I quickly realised that I’d already answered my own question, with the screenshots above sealing the deal.
Unfortunately, the entire online ecosystem currently revolves around advertisers, not individual users. Data is now a currency, soon to be worth more than oil, gold, and cold hard cash, if not already. We willingly surrender some elements of our privacy and the personal information that’s attached to it to enjoy a more convenient and connected world. I’ve been doing so ever since I joined Facebook in 2009, and likely even before that with the likes of MySpace, MSN, eBay, and just about everything else I’ve ever signed up to. Hell, even my Nintendo 64 probably betrayed me.
It’s an element of life that we’ve had to accept as a society. Our movements, browsing history, spending habits, private messages, interactions, interests, political views, relationships, employment history – literally every single thing that we’ve ever knowingly or unknowingly surrendered to an electronic device is clearly being tracked, stored and sold. We’ve even given companies enough angles of our faces to unlock phones with just a sideways glance.

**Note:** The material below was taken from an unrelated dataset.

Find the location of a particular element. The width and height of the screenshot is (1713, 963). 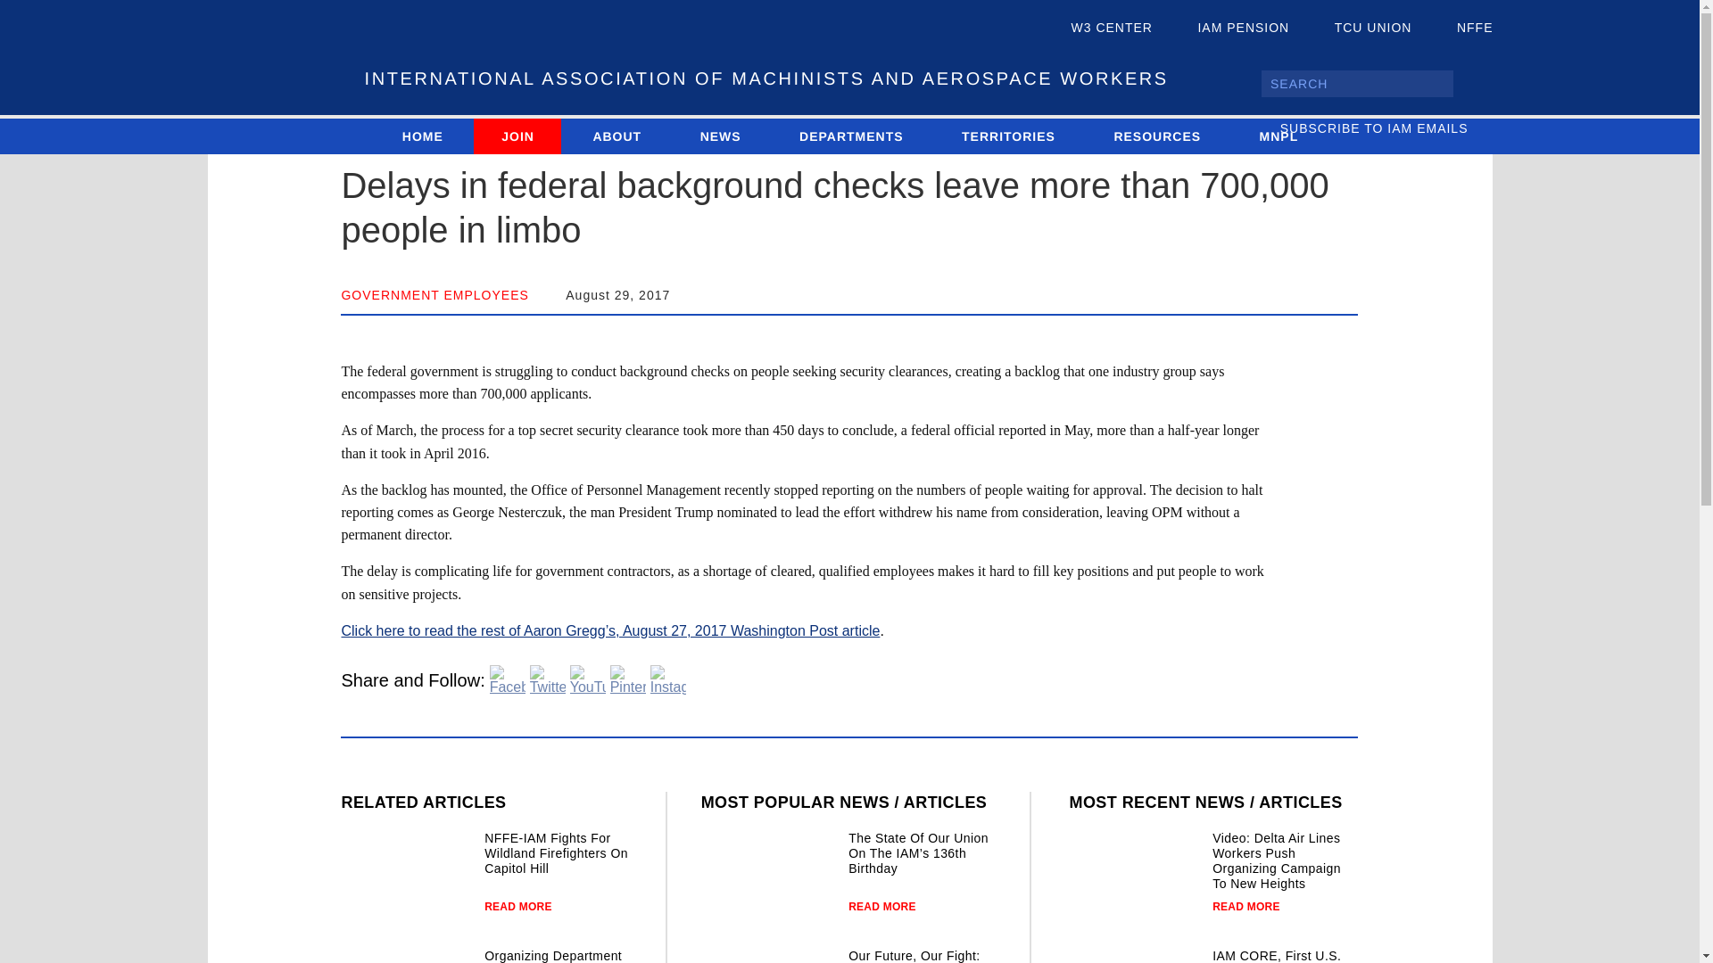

Let’s not forget that we live in an era where elections and referendums can hang in the balance of this information.
So in theory, 11 years worth of data, a pile which I’ve added to via hundreds of touchpoints a day for over 4000 days of my life, could have become so finely tuned to my habits that it predicted on the morning of May 18th, 2020, I’d be slightly hungover and probably in the mood for a glass of orange juice. Just as Garrett had suspected.

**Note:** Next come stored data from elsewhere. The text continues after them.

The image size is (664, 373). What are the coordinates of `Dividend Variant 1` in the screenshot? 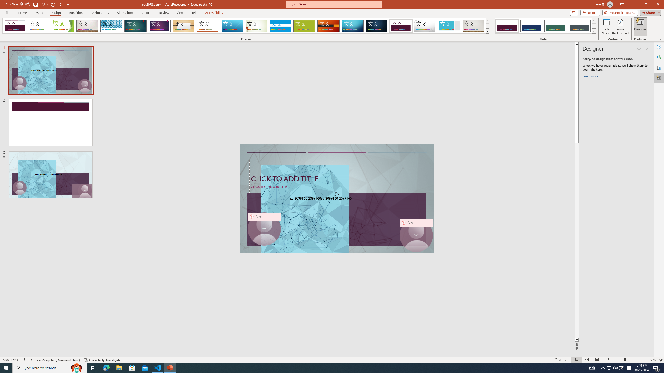 It's located at (507, 26).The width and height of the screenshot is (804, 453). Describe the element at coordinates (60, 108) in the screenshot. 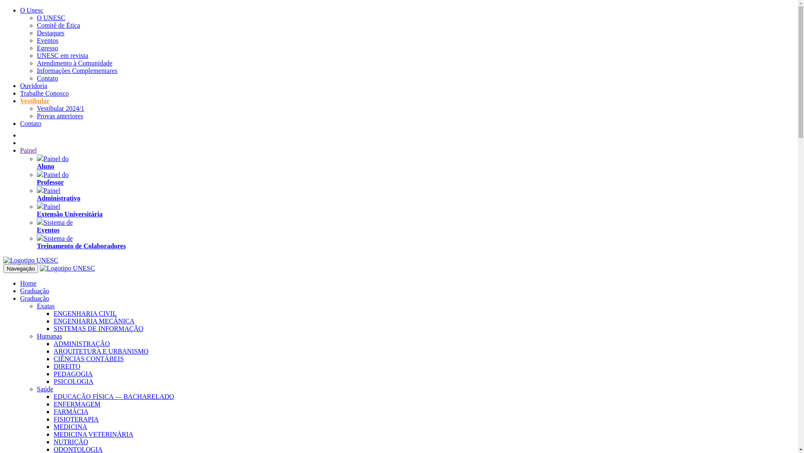

I see `Vestibular 2024/1` at that location.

It really is possible, that’s the scariest thing about it all.
Could Facebook have really known that, or was it a complete coincidence? Maybe it was just 15 minutes late to the party, another trial and error in a catalogue of targeted trials used to focus its algorithm even further. Only Zuck can give me the answer, but, if true, this question makes the idea of my phone listening to me seem like the least of my worries.
How concerned do I need to be?
It’s the value of this data that should soften any concerns we have about our phones listening to us. For the big players, at least, the buck stops with the data collectors. After all, Facebook, Google and Apple aren’t going to sell your hard data to third parties when it’s their biggest asset, the lubricant for their unmatchable money-making machines. Rather than flogging it off to the highest bidders, corporate tech companies prefer the model of acting as the intermediaries for advertisers that are keen to get in front of a specific audience – and they’re using our data as the leverage.
But who’s to say that won’t ever change? Each month there’s another report of a big fish getting eaten by an even bigger fish, i.e., a smaller tech giant being acquired by a larger tech giant, fueling the fire even more and monopolising the data game even further.
What happens, then, when the data collection snowball continues to gather so much momentum that it’s more precise, more powerful and more relentless than the consumer can possibly handle? Surely it’ll suffocate the user to a point of no return, a point which I became astutely aware of in aisle 5 of Woolworths the other morning.
But hey, whether your phone is listening to you or not, if, like myself, you’re only just fighting back now, then you’re probably already fucked.